Thursday, June 13, 2024

New Bike Map Out. Pick one up!

You might recall the note from two summers ago that Cherriots Transportation Options group was starting to update the bike map.

Available on paper and online

It's published now and being distributed to bike shops, Travel Salem, and also available at Cherriots customer service counter. Online the MPO/COG is hosting a pdf. (Also, a purely online version for mobile devices.)

If you want a paper copy, it's time to go grab one! Typically they run out.

2024 map

One new feature is the variable line width: Wide means the presence of a bike lane or wide shoulder, narrow means without. This adds a dimension to the assessment of traffic levels introduced in the 2012 edition. It also points out the "thinness" of our low-traffic bikeway/greenway system. We haven't installed diverters and traffic calming on very many designated low-traffic routes at all. We're stuck too much still with the 1970s concept for signed routes only. 

Here's the development of the map over the last decade.

Legend and downtown from 2012 map

From 2017 map

One omission is that with the urban area split into north and south halves, there is no regional map, going out to Stayton, Silverton, Dallas, McMinville, lots of the close-in valley destinations and areas, on the flip side. That's a real loss.

It also includes bike repair stations.

Are the stations themselves in working order?

Last summer, which was the last time I checked the Riverfront Park station, it was stripped of tools and effectively dead.

Stripped (June 2023)

The Transportation Options group at Cherriots has not always seemed like they used the "options" for which they advocated, too much an armchair and driver group. (It was interesting to learn this election that a former manager of it had worked for an oil company, and this might have explained a lot of what had seemed like a real autoist bias in the group, even as ostensibly they advocated for walking, biking, and busing.) The map might need more field checking in the details. Maybe there will be more to say later.

Still, even with online mapping resources, a paper map can be mighty handy sometimes. Pick one up!

2 comments:

Salem Breakfast on Bikes said...

Another instance of autoist bias in the Transportation Options group was the weirdness in the very first "Wander Walks" map back in 2015, which looked like something formulated in mapping software, and not anything developed through actual walking.

Anonymous said...


The bike repair station at Riverfront Park is operated by Salem Parks, so notify them when there is damage or missing tools. The tools have been replaced in the past.

The online map shows the bike routes outside Salem and Keizer.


▶ GOAL OF THE EXERCISE
Gather all lines in the data that hold the string "this".

[RECORDS SUPPLIED — start]

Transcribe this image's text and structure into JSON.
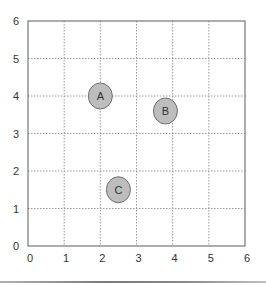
{
  "chart_data": {
    "type": "scatter",
    "title": "",
    "xlabel": "",
    "ylabel": "",
    "xlim": [
      0,
      6
    ],
    "ylim": [
      0,
      6
    ],
    "x_ticks": [
      0,
      1,
      2,
      3,
      4,
      5,
      6
    ],
    "y_ticks": [
      0,
      1,
      2,
      3,
      4,
      5,
      6
    ],
    "grid": true,
    "grid_style": "dotted",
    "legend": null,
    "points": [
      {
        "label": "A",
        "x": 2.0,
        "y": 4.0
      },
      {
        "label": "B",
        "x": 3.8,
        "y": 3.6
      },
      {
        "label": "C",
        "x": 2.5,
        "y": 1.5
      }
    ]
  },
  "style": {
    "point_fill": "#bdbdbd",
    "point_stroke": "#6f6f6f",
    "axis_color": "#777777",
    "grid_color": "#9a9a9a"
  }
}
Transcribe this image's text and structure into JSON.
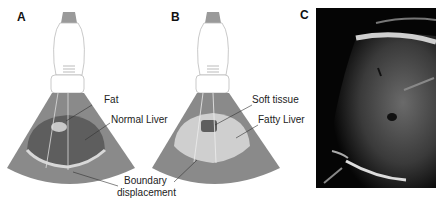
{
  "figure": {
    "panels": [
      {
        "letter": "A",
        "labels": {
          "top": "Fat",
          "middle": "Normal Liver",
          "bottom_line1": "Boundary",
          "bottom_line2": "displacement"
        }
      },
      {
        "letter": "B",
        "labels": {
          "top": "Soft tissue",
          "middle": "Fatty Liver"
        }
      },
      {
        "letter": "C"
      }
    ],
    "colors": {
      "sector": "#8a8a8a",
      "liver_dark": "#5e5e5e",
      "fat_light": "#c8c8c8",
      "probe_head": "#9a9a9a"
    }
  }
}
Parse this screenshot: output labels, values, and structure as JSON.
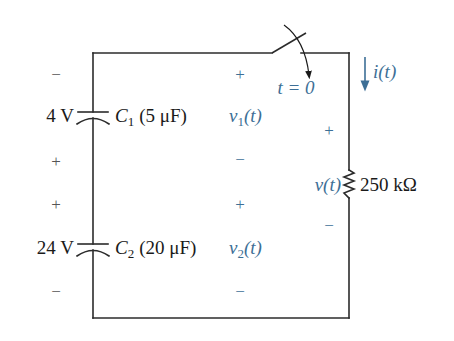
{
  "colors": {
    "wire": "#2b2b2b",
    "text": "#1a1a1a",
    "annotation_blue": "#3d6f96"
  },
  "capacitor_1": {
    "voltage_label": "4 V",
    "name": "C",
    "subscript": "1",
    "value_label": "(5 μF)",
    "polarity_top": "−",
    "polarity_bottom": "+"
  },
  "capacitor_2": {
    "voltage_label": "24 V",
    "name": "C",
    "subscript": "2",
    "value_label": "(20 μF)",
    "polarity_top": "+",
    "polarity_bottom": "−"
  },
  "voltage_1": {
    "name": "v",
    "subscript": "1",
    "arg": "(t)",
    "polarity_top": "+",
    "polarity_bottom": "−"
  },
  "voltage_2": {
    "name": "v",
    "subscript": "2",
    "arg": "(t)",
    "polarity_top": "+",
    "polarity_bottom": "−"
  },
  "switch": {
    "time_label": "t = 0"
  },
  "current": {
    "label": "i(t)",
    "direction": "down"
  },
  "resistor": {
    "voltage_label": "v(t)",
    "value_label": "250 kΩ",
    "polarity_top": "+",
    "polarity_bottom": "−"
  }
}
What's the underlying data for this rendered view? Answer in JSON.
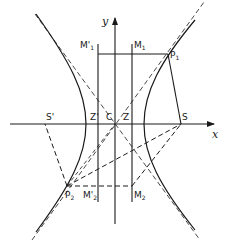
{
  "diagram": {
    "type": "hyperbola-focus-directrix",
    "axes": {
      "x_label": "x",
      "y_label": "y"
    },
    "points": {
      "center": "C",
      "focus_right": "S",
      "focus_left": "S'",
      "point_upper": "P",
      "point_upper_sub": "1",
      "point_lower": "P",
      "point_lower_sub": "2"
    },
    "directrix_labels": {
      "right_foot": "Z",
      "left_foot": "Z'",
      "m1": "M",
      "m1_sub": "1",
      "m1_prime": "M'",
      "m1_prime_sub": "1",
      "m2": "M",
      "m2_sub": "2",
      "m2_prime": "M'",
      "m2_prime_sub": "2"
    },
    "colors": {
      "line": "#1a1a1a",
      "background": "#ffffff"
    }
  }
}
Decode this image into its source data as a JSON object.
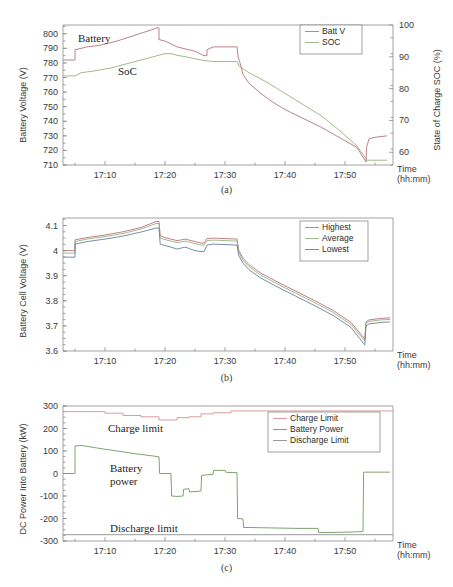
{
  "figure": {
    "title": "",
    "x_tick_labels": [
      "17:10",
      "17:20",
      "17:30",
      "17:40",
      "17:50"
    ],
    "time_axis_label_line1": "Time",
    "time_axis_label_line2": "(hh:mm)"
  },
  "panels": [
    {
      "caption": "(a)",
      "ylabel": "Battery Voltage (V)",
      "y2label": "State of Charge SOC (%)",
      "y_ticks": [
        "800",
        "790",
        "780",
        "770",
        "760",
        "750",
        "740",
        "730",
        "720",
        "710"
      ],
      "y2_ticks": [
        "100",
        "90",
        "80",
        "70",
        "60"
      ],
      "annotations": [
        {
          "name": "battery-label",
          "text": "Battery"
        },
        {
          "name": "soc-label",
          "text": "SoC"
        }
      ],
      "legend": [
        {
          "label": "Batt V",
          "color": "#b5737a"
        },
        {
          "label": "SOC",
          "color": "#9ab07e"
        }
      ]
    },
    {
      "caption": "(b)",
      "ylabel": "Battery Cell Voltage (V)",
      "y_ticks": [
        "4.1",
        "4",
        "3.9",
        "3.8",
        "3.7",
        "3.6"
      ],
      "legend": [
        {
          "label": "Highest",
          "color": "#b5737a"
        },
        {
          "label": "Average",
          "color": "#9ab07e"
        },
        {
          "label": "Lowest",
          "color": "#6b7f9e"
        }
      ]
    },
    {
      "caption": "(c)",
      "ylabel": "DC Power Into Battery (kW)",
      "y_ticks": [
        "300",
        "200",
        "100",
        "0",
        "-100",
        "-200",
        "-300"
      ],
      "annotations": [
        {
          "name": "charge-limit-label",
          "text": "Charge limit"
        },
        {
          "name": "battery-power-label-line1",
          "text": "Battery"
        },
        {
          "name": "battery-power-label-line2",
          "text": "power"
        },
        {
          "name": "discharge-limit-label",
          "text": "Discharge limit"
        }
      ],
      "legend": [
        {
          "label": "Charge Limit",
          "color": "#d78f93"
        },
        {
          "label": "Battery Power",
          "color": "#6f9a5e"
        },
        {
          "label": "Discharge Limit",
          "color": "#8f8f8f"
        }
      ]
    }
  ],
  "chart_data": [
    {
      "type": "line",
      "panel": "(a)",
      "title": "",
      "xlabel": "Time (hh:mm)",
      "ylabel": "Battery Voltage (V)",
      "y2label": "State of Charge SOC (%)",
      "xlim": [
        "17:03",
        "17:58"
      ],
      "ylim": [
        710,
        806
      ],
      "y2lim": [
        56,
        100
      ],
      "xticks": [
        "17:10",
        "17:20",
        "17:30",
        "17:40",
        "17:50"
      ],
      "yticks": [
        710,
        720,
        730,
        740,
        750,
        760,
        770,
        780,
        790,
        800
      ],
      "y2ticks": [
        60,
        70,
        80,
        90,
        100
      ],
      "grid": false,
      "legend_position": "top-right",
      "series": [
        {
          "name": "Batt V",
          "axis": "left",
          "color": "#b5737a",
          "x": [
            "17:03",
            "17:05",
            "17:05",
            "17:07",
            "17:09",
            "17:12",
            "17:15",
            "17:18",
            "17:18.5",
            "17:19",
            "17:19",
            "17:20",
            "17:21",
            "17:22",
            "17:23",
            "17:24",
            "17:25",
            "17:26",
            "17:26.5",
            "17:27",
            "17:27",
            "17:28",
            "17:29",
            "17:30",
            "17:31",
            "17:32",
            "17:32.2",
            "17:32.5",
            "17:33",
            "17:34",
            "17:36",
            "17:38",
            "17:40",
            "17:43",
            "17:46",
            "17:49",
            "17:52",
            "17:53.5",
            "17:53.6",
            "17:54",
            "17:55",
            "17:57"
          ],
          "y": [
            782,
            782,
            789,
            791,
            792,
            795,
            799,
            803,
            804,
            804,
            796,
            795,
            793,
            791,
            790,
            789,
            788,
            786,
            785,
            785,
            789,
            791,
            791,
            791,
            791,
            791,
            784,
            780,
            772,
            766,
            759,
            753,
            748,
            742,
            736,
            729,
            722,
            712,
            722,
            728,
            729,
            730
          ]
        },
        {
          "name": "SOC",
          "axis": "right",
          "color": "#9ab07e",
          "x": [
            "17:03",
            "17:05",
            "17:06",
            "17:08",
            "17:11",
            "17:14",
            "17:17",
            "17:19",
            "17:20",
            "17:21",
            "17:22",
            "17:24",
            "17:26",
            "17:28",
            "17:30",
            "17:32",
            "17:32.4",
            "17:34",
            "17:37",
            "17:40",
            "17:43",
            "17:46",
            "17:49",
            "17:52",
            "17:53.5",
            "17:53.6",
            "17:57"
          ],
          "y": [
            84,
            84,
            85,
            85.5,
            86.5,
            88,
            89.5,
            90.5,
            91,
            91,
            90.5,
            89.8,
            89,
            88.5,
            88.5,
            88.5,
            87,
            85,
            82,
            78.5,
            75,
            71.5,
            67,
            62,
            58,
            57.5,
            57.5
          ]
        }
      ]
    },
    {
      "type": "line",
      "panel": "(b)",
      "title": "",
      "xlabel": "Time (hh:mm)",
      "ylabel": "Battery Cell Voltage (V)",
      "xlim": [
        "17:03",
        "17:58"
      ],
      "ylim": [
        3.6,
        4.13
      ],
      "xticks": [
        "17:10",
        "17:20",
        "17:30",
        "17:40",
        "17:50"
      ],
      "yticks": [
        3.6,
        3.7,
        3.8,
        3.9,
        4.0,
        4.1
      ],
      "grid": false,
      "legend_position": "top-right",
      "series": [
        {
          "name": "Highest",
          "color": "#b5737a",
          "x": [
            "17:03",
            "17:05",
            "17:05",
            "17:07",
            "17:10",
            "17:13",
            "17:16",
            "17:18.5",
            "17:19",
            "17:19.2",
            "17:20",
            "17:21",
            "17:22",
            "17:23",
            "17:23.5",
            "17:24",
            "17:25",
            "17:26",
            "17:26.5",
            "17:27",
            "17:28",
            "17:30",
            "17:32",
            "17:32.3",
            "17:33",
            "17:34",
            "17:36",
            "17:39",
            "17:42",
            "17:45",
            "17:48",
            "17:51",
            "17:53.3",
            "17:53.5",
            "17:54",
            "17:56",
            "17:57.5"
          ],
          "y": [
            4.0,
            4.0,
            4.043,
            4.052,
            4.062,
            4.075,
            4.092,
            4.116,
            4.116,
            4.06,
            4.052,
            4.046,
            4.04,
            4.044,
            4.046,
            4.042,
            4.036,
            4.03,
            4.03,
            4.048,
            4.05,
            4.048,
            4.046,
            4.0,
            3.97,
            3.944,
            3.91,
            3.872,
            3.836,
            3.8,
            3.762,
            3.714,
            3.648,
            3.716,
            3.724,
            3.73,
            3.732
          ]
        },
        {
          "name": "Average",
          "color": "#9ab07e",
          "x": [
            "17:03",
            "17:05",
            "17:05",
            "17:07",
            "17:10",
            "17:13",
            "17:16",
            "17:18.5",
            "17:19",
            "17:19.2",
            "17:20",
            "17:21",
            "17:22",
            "17:23",
            "17:23.5",
            "17:24",
            "17:25",
            "17:26",
            "17:26.5",
            "17:27",
            "17:28",
            "17:30",
            "17:32",
            "17:32.3",
            "17:33",
            "17:34",
            "17:36",
            "17:39",
            "17:42",
            "17:45",
            "17:48",
            "17:51",
            "17:53.3",
            "17:53.5",
            "17:54",
            "17:56",
            "17:57.5"
          ],
          "y": [
            3.99,
            3.99,
            4.036,
            4.046,
            4.056,
            4.068,
            4.086,
            4.108,
            4.108,
            4.05,
            4.044,
            4.038,
            4.032,
            4.036,
            4.038,
            4.034,
            4.028,
            4.022,
            4.022,
            4.04,
            4.042,
            4.04,
            4.038,
            3.992,
            3.962,
            3.936,
            3.902,
            3.864,
            3.828,
            3.792,
            3.754,
            3.706,
            3.64,
            3.71,
            3.718,
            3.724,
            3.726
          ]
        },
        {
          "name": "Lowest",
          "color": "#6b7f9e",
          "x": [
            "17:03",
            "17:05",
            "17:05",
            "17:07",
            "17:10",
            "17:13",
            "17:16",
            "17:18.5",
            "17:19",
            "17:19.2",
            "17:20",
            "17:21",
            "17:22",
            "17:23",
            "17:23.5",
            "17:24",
            "17:25",
            "17:26",
            "17:26.5",
            "17:27",
            "17:28",
            "17:30",
            "17:32",
            "17:32.3",
            "17:33",
            "17:34",
            "17:36",
            "17:39",
            "17:42",
            "17:45",
            "17:48",
            "17:51",
            "17:53.3",
            "17:53.5",
            "17:54",
            "17:56",
            "17:57.5"
          ],
          "y": [
            3.974,
            3.974,
            4.026,
            4.036,
            4.046,
            4.058,
            4.074,
            4.09,
            4.09,
            4.026,
            4.02,
            4.014,
            4.006,
            4.012,
            4.014,
            4.008,
            4.0,
            3.996,
            3.996,
            4.022,
            4.026,
            4.024,
            4.022,
            3.98,
            3.95,
            3.924,
            3.89,
            3.852,
            3.816,
            3.78,
            3.742,
            3.694,
            3.624,
            3.7,
            3.708,
            3.714,
            3.716
          ]
        }
      ]
    },
    {
      "type": "line",
      "panel": "(c)",
      "title": "",
      "xlabel": "Time (hh:mm)",
      "ylabel": "DC Power Into Battery (kW)",
      "xlim": [
        "17:03",
        "17:58"
      ],
      "ylim": [
        -300,
        300
      ],
      "xticks": [
        "17:10",
        "17:20",
        "17:30",
        "17:40",
        "17:50"
      ],
      "yticks": [
        -300,
        -200,
        -100,
        0,
        100,
        200,
        300
      ],
      "grid": false,
      "legend_position": "top-right",
      "series": [
        {
          "name": "Charge Limit",
          "color": "#d78f93",
          "x": [
            "17:03",
            "17:10",
            "17:10",
            "17:13",
            "17:13",
            "17:16",
            "17:16",
            "17:19",
            "17:19",
            "17:22",
            "17:22",
            "17:24",
            "17:24",
            "17:26",
            "17:26",
            "17:28",
            "17:28",
            "17:31",
            "17:31",
            "17:58"
          ],
          "y": [
            275,
            275,
            268,
            268,
            258,
            258,
            252,
            252,
            238,
            238,
            248,
            248,
            252,
            252,
            265,
            265,
            270,
            270,
            278,
            278
          ]
        },
        {
          "name": "Battery Power",
          "color": "#6f9a5e",
          "x": [
            "17:03",
            "17:05",
            "17:05",
            "17:06",
            "17:09",
            "17:12",
            "17:15",
            "17:18",
            "17:19",
            "17:19.1",
            "17:21",
            "17:21.1",
            "17:22",
            "17:23",
            "17:23.1",
            "17:24",
            "17:24.1",
            "17:25",
            "17:26",
            "17:26.1",
            "17:27",
            "17:28",
            "17:28.1",
            "17:29",
            "17:30",
            "17:30.1",
            "17:31",
            "17:32",
            "17:32.1",
            "17:33",
            "17:33.1",
            "17:34",
            "17:38",
            "17:42",
            "17:45.5",
            "17:45.6",
            "17:48",
            "17:51",
            "17:53",
            "17:53.1",
            "17:53.3",
            "17:54",
            "17:56",
            "17:57.5"
          ],
          "y": [
            0,
            0,
            122,
            125,
            112,
            100,
            88,
            78,
            74,
            0,
            0,
            -100,
            -102,
            -100,
            -70,
            -68,
            -82,
            -80,
            -78,
            -8,
            -6,
            -4,
            14,
            14,
            14,
            6,
            4,
            4,
            -200,
            -202,
            -240,
            -240,
            -242,
            -244,
            -244,
            -262,
            -262,
            -260,
            -258,
            6,
            6,
            6,
            6,
            6
          ]
        },
        {
          "name": "Discharge Limit",
          "color": "#8f8f8f",
          "x": [
            "17:03",
            "17:58"
          ],
          "y": [
            -272,
            -272
          ]
        }
      ]
    }
  ]
}
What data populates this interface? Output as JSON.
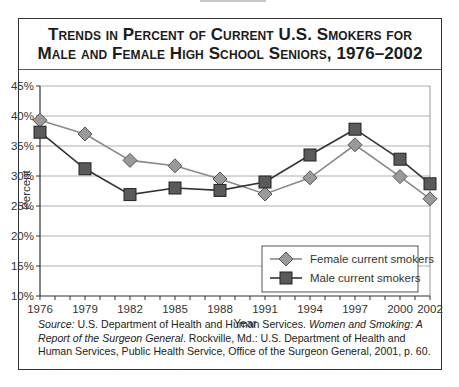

[RECORDS SUPPLIED — finish]

▶ REPLY
Transcribe this image's text and structure into JSON.
Transcribe this image's text and structure into JSON.
Parse this screenshot: output labels, values, and structure as JSON.
What's the underlying data for this rendered view? Answer in JSON.
Decode this image into its source data as a JSON object.
What data populates this interface? Output as JSON.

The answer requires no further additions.